It’s a good one, but c’mon.
Month: January 2008
The Last Day Did It
Her "last dog dies" moment yesterday helped her as I thought it would, albeit more quickly (I guess wall-to-wall TV coverage trying to turn it into her "Dean scream" may have been an unintended advantage).
And it implies that whoever wins the Democratic nomination in 2008 will have had to earn it. Which is probably a good thing.
Yes, that is a good thing. If Obama wins in the end. <g>.
Did McCain Hurt Obama?
It’s plausible given the large number of independents. They couldn’t vote for both McCain and Obama. Noam airs the argument here. But remember: the college towns are not in yet.
“She Won The Last Debate”
A reader offers another view of what happened in New Hampshire:
My thoughts as to why Hillary’s been doing well is simpler than yours. I think a lot of NH Dems waited until the last debate to make up their minds, and for Democrats, at least, she came through that night: her rationale as to why she should be the candidate of the party, I thought, was very effective.
Certainly in the minds of Democrats like me, she became a viable candidate again, despite the fact that if I was a NH resident, I probably would have voted for Obama.
Keeping The Fight Going
A reader writes:
My parents have been solid Clinton supporters for years, and they are extremely partisan. I have done everything in my power over the past six months to convince them to vote for Obama.
They finally started to move towards him over the past few weeks. Then my mother told me last night that the debate over the weekend in NH was so great – better than a debate has been in such a long time – that they simply didn’t want the discussion to end. They felt it was too soon. The desire to see more discussion meshed with the media hype of "it will be over," leading them to believe that if they voted for Obama, the democratic primaries would be over. When this combined with the fact that they are old-ish and didn’t stay up to watch Obama’s Iowa acceptance speech (and weren’t impressed with his debating), they swung back to Clinton.
Dissent Of The Day
A reader writes:
After all your postulating about Obamamania I’m visualizing Hillary wearing a strap-on with New Hampshire emblazoned on it, and you bowing before her.
Outside the Big Cities
Obama is still ahead, according to New Hampshire resident Mark Steyn:
The Hillary "revival" seems confined for the most part to Manchester and Nashua. In Concord, Obama won decisively, and in small towns he seems to be winning by almost two-to-one margins.
Exorcising Ed Muskie?
Ross examines the tears of the New Hampshire campaign.
McCain Triumphs
After everything, this is McCain’s night. After the awful news about Ron Paul’s ugly, repellent past newsletters, I find myself rooting again for the man who was my second choice. He did this from scratch, after his campaign bottomed out last summer.
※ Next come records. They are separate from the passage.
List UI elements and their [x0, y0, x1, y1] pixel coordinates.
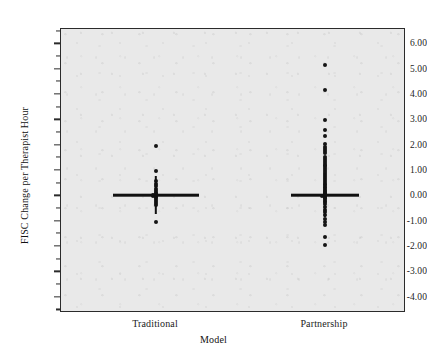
data-point [154, 220, 158, 224]
y-tick-mark [54, 169, 60, 170]
data-point [323, 63, 327, 67]
y-tick-mark [54, 245, 60, 246]
data-point [323, 223, 327, 227]
y-tick-mark [54, 296, 60, 297]
y-minor-tick-mark [56, 207, 60, 208]
y-tick-mark [54, 119, 60, 120]
paper-texture [61, 29, 404, 311]
y-tick-mark [54, 43, 60, 44]
y-minor-tick-mark [56, 182, 60, 183]
y-tick-mark [54, 93, 60, 94]
data-point [323, 134, 327, 138]
y-minor-tick-mark [56, 81, 60, 82]
y-tick-label: 3.00 [375, 114, 427, 124]
y-tick-label: 4.00 [375, 89, 427, 99]
y-tick-mark [54, 68, 60, 69]
y-tick-label: 1.00 [375, 165, 427, 175]
y-tick-mark [54, 144, 60, 145]
y-tick-label: -4.00 [375, 292, 427, 302]
dot-plot-figure: 6.005.004.003.002.001.000.00-1.00-2.00-3… [0, 0, 427, 353]
y-tick-label: 6.00 [375, 38, 427, 48]
y-minor-tick-mark [56, 106, 60, 107]
data-point [323, 88, 327, 92]
y-minor-tick-mark [56, 55, 60, 56]
y-tick-label: -3.00 [375, 266, 427, 276]
mean-marker-vertical [155, 176, 157, 214]
y-minor-tick-mark [56, 309, 60, 310]
x-axis-title: Model [0, 334, 427, 345]
y-tick-label: 0.00 [375, 190, 427, 200]
y-tick-mark [54, 195, 60, 196]
y-tick-label: 5.00 [375, 64, 427, 74]
y-tick-label: -1.00 [375, 216, 427, 226]
y-tick-mark [54, 220, 60, 221]
data-point [154, 169, 158, 173]
y-tick-label: 2.00 [375, 140, 427, 150]
data-point [323, 128, 327, 132]
y-minor-tick-mark [56, 30, 60, 31]
y-minor-tick-mark [56, 157, 60, 158]
y-minor-tick-mark [56, 233, 60, 234]
data-point [323, 235, 327, 239]
data-point [323, 243, 327, 247]
y-tick-mark [54, 271, 60, 272]
x-tick-label-partnership: Partnership [300, 318, 347, 329]
y-tick-label: -2.00 [375, 241, 427, 251]
y-minor-tick-mark [56, 284, 60, 285]
data-point [154, 144, 158, 148]
data-point [323, 118, 327, 122]
y-minor-tick-mark [56, 131, 60, 132]
x-tick-label-traditional: Traditional [132, 318, 178, 329]
y-axis-title: FISC Change per Therapist Hour [19, 56, 30, 296]
y-minor-tick-mark [56, 258, 60, 259]
mean-marker-vertical [324, 173, 326, 217]
plot-area [60, 28, 405, 312]
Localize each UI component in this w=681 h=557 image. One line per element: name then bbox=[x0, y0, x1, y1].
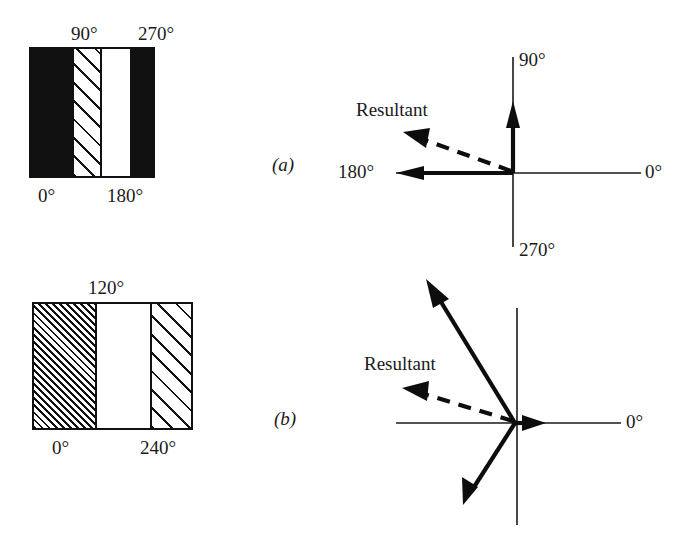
vector-b-resultant-label: Resultant bbox=[364, 354, 436, 373]
vector-b-120deg-shaft bbox=[438, 297, 515, 423]
vector-b-axis-label-right: 0° bbox=[626, 412, 643, 431]
vector-b-0deg-arrowhead bbox=[522, 415, 546, 431]
panel-b-vector-svg bbox=[0, 0, 681, 557]
figure-canvas: 90° 270° 0° 180° 120° 0° 240° (a) (b) bbox=[0, 0, 681, 557]
vector-b-120deg-arrowhead bbox=[426, 279, 449, 308]
vector-b-240deg-shaft bbox=[474, 423, 515, 487]
vector-b-resultant-arrowhead bbox=[402, 381, 429, 401]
He faced a much-better financed establishment candidate in Romney, he stuck with his immigration position, he kept up a schedule that would have drained a man half his age, and he stuck with the surge, a tactic that worked far better in damping down violence than I expected, even if it has not achieved its critical political objectives.
The Democratic race is riveting – as women seem to be backing Clinton much more emphatically than they did in Iowa. But this is McCain’s night. His victory over Romney was a very, very big one. Right now, it looks like a 7 point lead. That’s decisive.
Mitt Romney’s strategy was to win the first states with his overwhelming money advantage and organization. He has lost Iowa and lost New Hampshire – decisively. Giuliani is sinking fast. Maybe Romney can persuade the Republican machine to help him in South Carolina, but Huckabee is very strong there. This is beginning to look like a McCain-Huckabee race.
(Photo: Kevin Cox/Getty.)
One Thought
There’s one other possible explanation for the apparent Clinton revival in the last few days. Maybe Democrats decided that a sudden blowout for Obama wasn’t good for their party. Maybe they wanted to see Obama fight some more, to keep the contest more competitive, to give their candidates more testing for the fall. Maybe they just wanted to say: "Wait. A tidal wave is no way to select a candidate. We need to see both of them fight on under the kind of pressure they will face in the fall."
I’m thinking out loud. But I suspect that Clinton’s frankness, desperation, emotional volatility, temper and vulnerability these past three days pushed some to keep her campaign alive. I have my views and I sit here and bloviate. But I do respect the democratic process. The point of our system is that the people get to decide. They are.